::: Given records :::
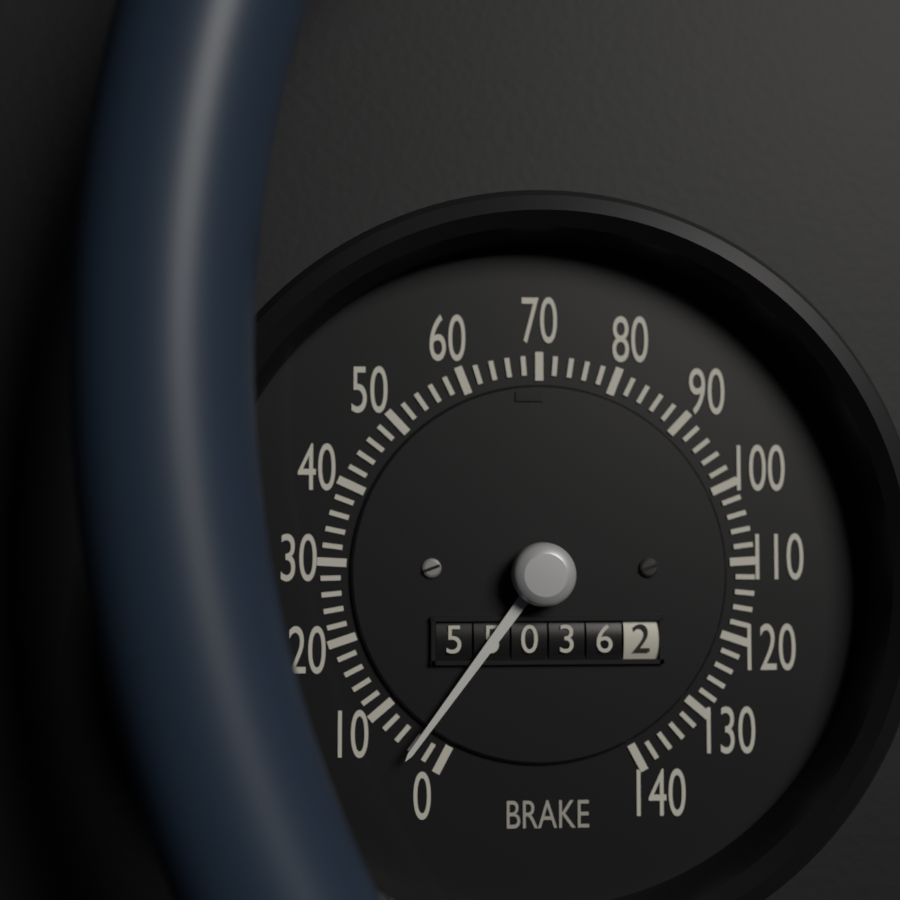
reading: 4 (no unit)
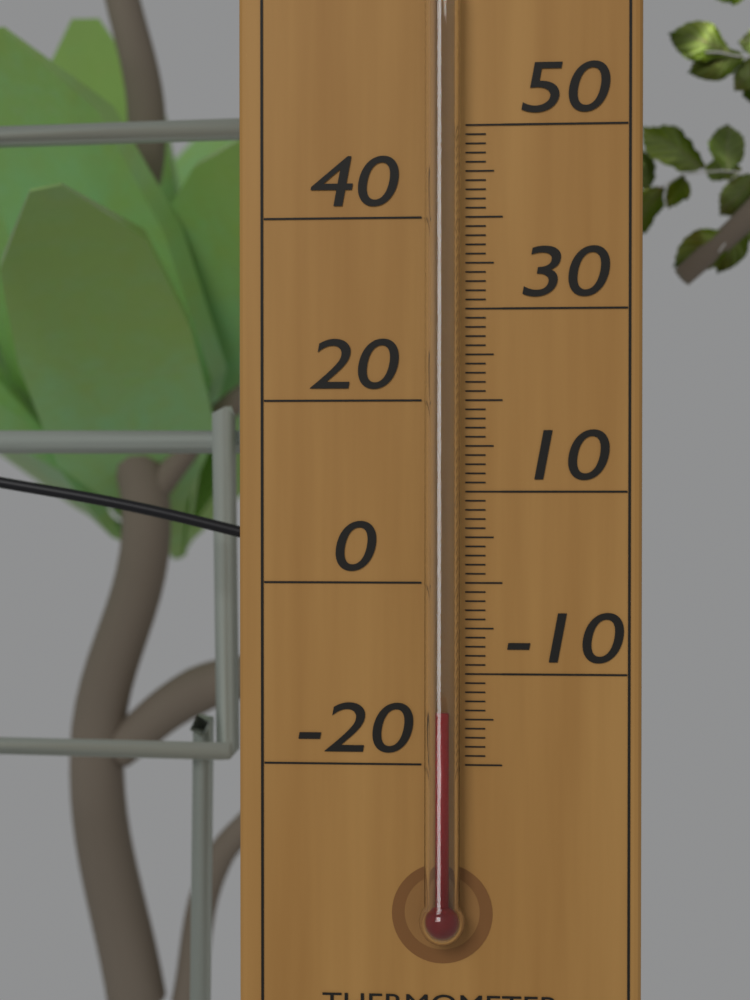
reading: -14 °C
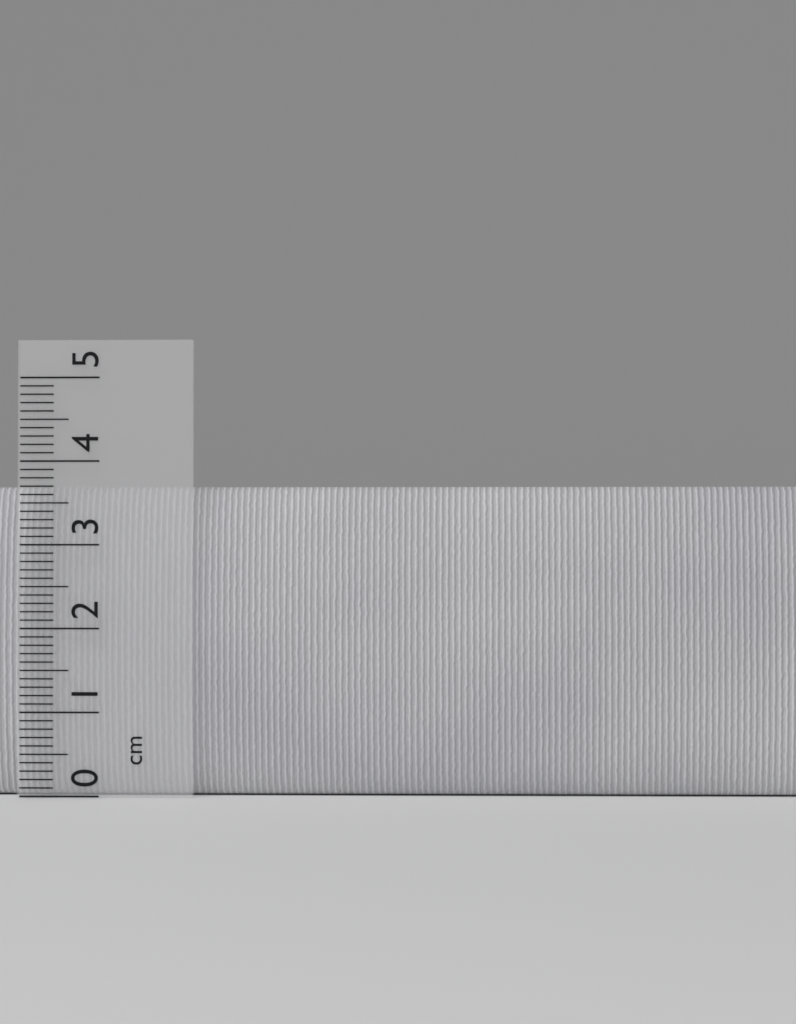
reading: 3.7 cm
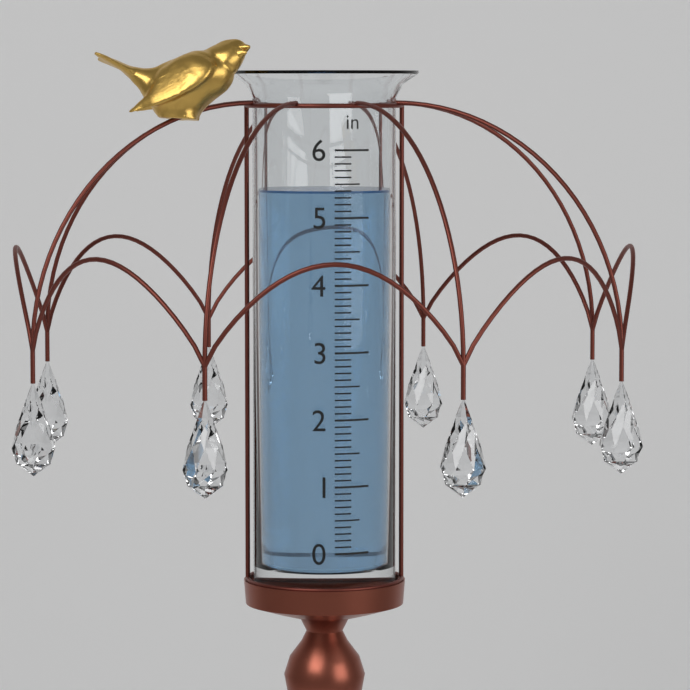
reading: 5.4 in
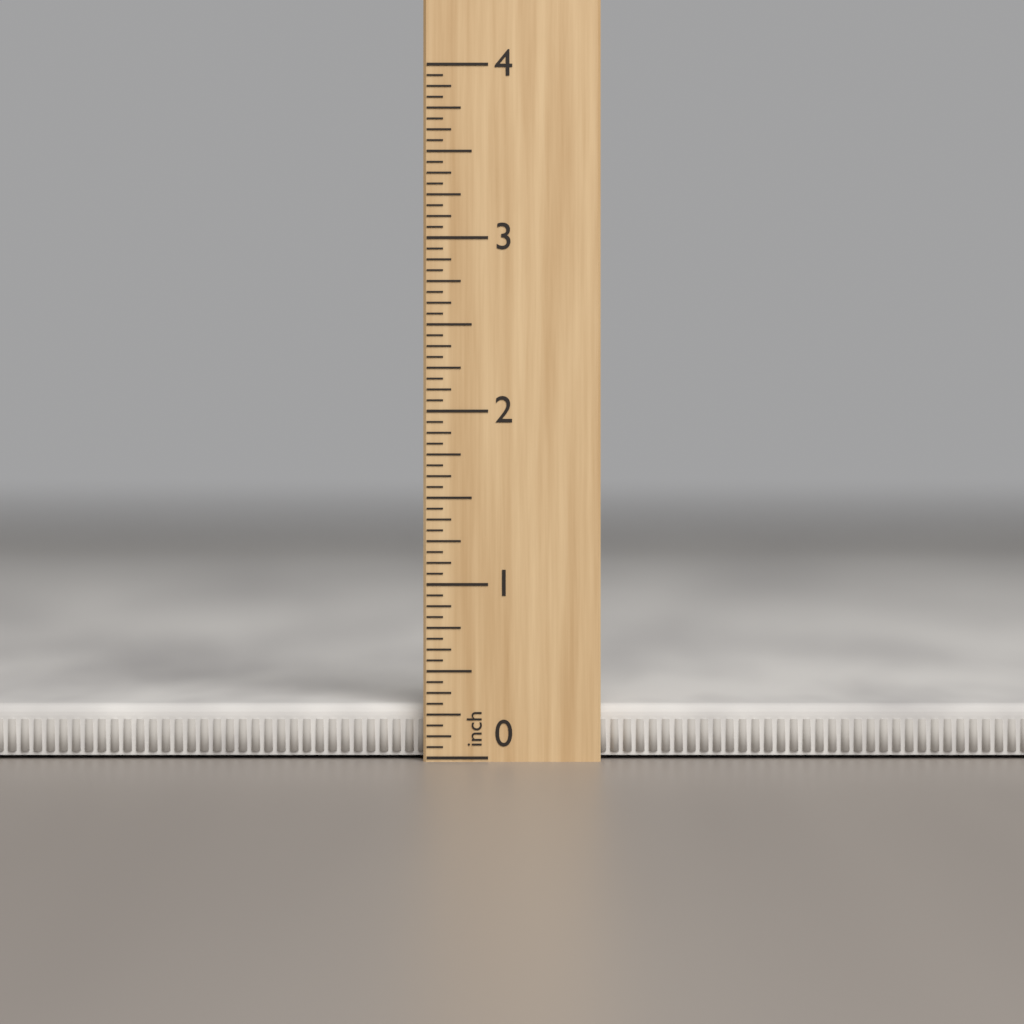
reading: 0.3000 inch
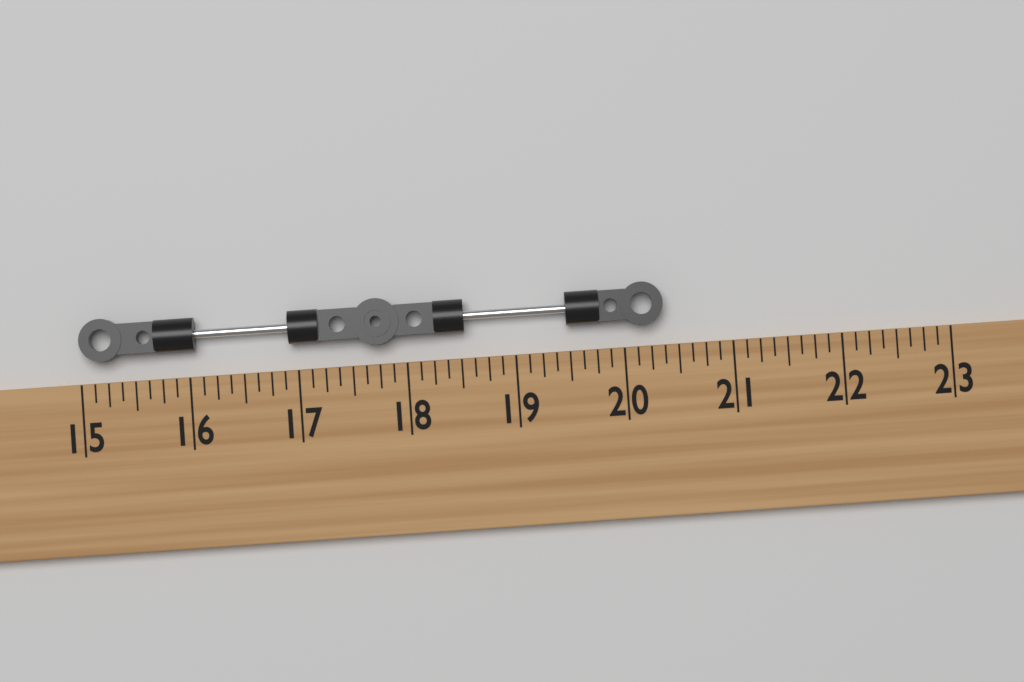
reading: 20.375 (no unit)
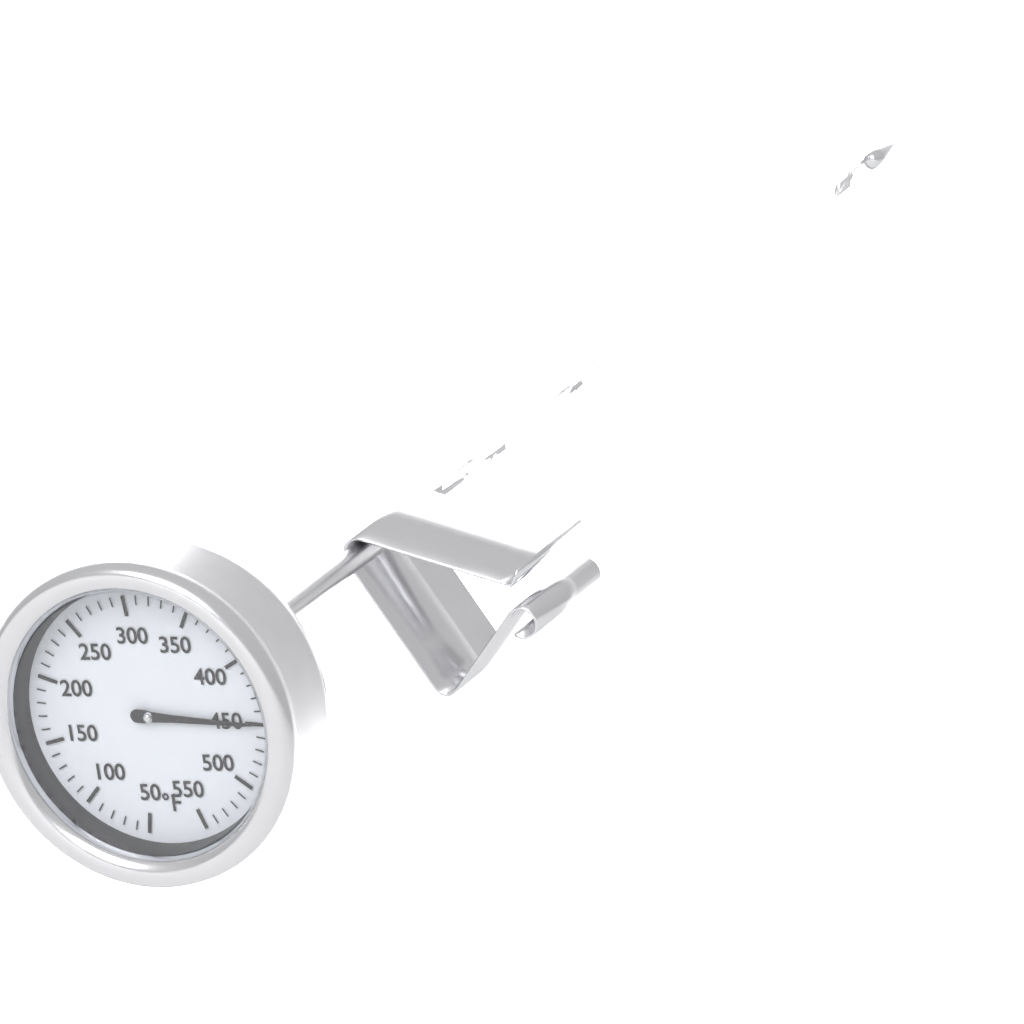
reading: 450 °F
:::
*Activity*. Reproduce the data above in full, exactly, with the images removed.

*Result*.
reading: 4 (no unit)
reading: -14 °C
reading: 3.7 cm
reading: 5.4 in
reading: 0.3000 inch
reading: 20.375 (no unit)
reading: 450 °F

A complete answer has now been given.